Gaga, on vocals and a series of guitars, debuted three new songs — “Sinner’s Prayer,” “A-Yo,” and “Million Reasons.” The somewhat bizarre, persona-heavy part came between the latter two songs, when she started in on some banter, her head downcast, her eyes hidden beneath her blinged-out cowgirl hat. “How you doin’ tonight, Nashville? My name is Lady Gaga. I’m a singer/songwriter from New York City, coming through Nashville, but if you could do me this favor. Tonight, if you could just call me Joanne,” she said to the small audience at Nashville’s The 5 Spot — the first stop along the Lady Gaga X Bud Lite Dive Bar Tour — with a hint of “homegrown” twang in her voice. (The next performances along the tour will be on October 20 and October 27.)

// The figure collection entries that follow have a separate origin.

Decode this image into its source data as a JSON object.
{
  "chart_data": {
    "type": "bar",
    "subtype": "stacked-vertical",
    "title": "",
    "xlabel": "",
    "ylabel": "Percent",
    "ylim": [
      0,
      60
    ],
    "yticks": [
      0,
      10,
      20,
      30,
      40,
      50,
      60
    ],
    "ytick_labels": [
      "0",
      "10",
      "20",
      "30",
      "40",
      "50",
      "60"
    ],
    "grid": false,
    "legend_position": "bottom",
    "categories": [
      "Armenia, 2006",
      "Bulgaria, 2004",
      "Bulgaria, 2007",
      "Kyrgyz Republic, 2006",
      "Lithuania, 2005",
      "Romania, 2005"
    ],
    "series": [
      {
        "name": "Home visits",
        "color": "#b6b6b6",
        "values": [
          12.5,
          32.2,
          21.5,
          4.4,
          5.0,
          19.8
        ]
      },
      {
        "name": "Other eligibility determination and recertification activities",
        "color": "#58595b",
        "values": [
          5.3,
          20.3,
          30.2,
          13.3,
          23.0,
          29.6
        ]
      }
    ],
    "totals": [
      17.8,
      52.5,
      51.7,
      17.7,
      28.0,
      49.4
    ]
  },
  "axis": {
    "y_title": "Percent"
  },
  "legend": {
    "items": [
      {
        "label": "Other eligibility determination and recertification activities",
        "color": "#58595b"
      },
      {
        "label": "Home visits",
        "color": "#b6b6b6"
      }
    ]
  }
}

Watch the performance of all three of those tracks:

Following the brief show, Lady Gaga also shared the studio version of the ballad “Million Reasons”:

Again, authenticity and spectacle are quite blurred:

But given how boring and futile “authenticity” can feel as an actual measure of artistry, and given Gaga’s consistent toying with earnestness and character, perhaps the only question is whether it all, simply, works as good, exhilarating music — and much of it did. (“Perfect Illusion,” which had a tinny quality in the studio version, sounded far more vital live.)

Ultimately, we’ll have to wait for more from Gaga and her collaborator Bud Lite to see how it all shapes up.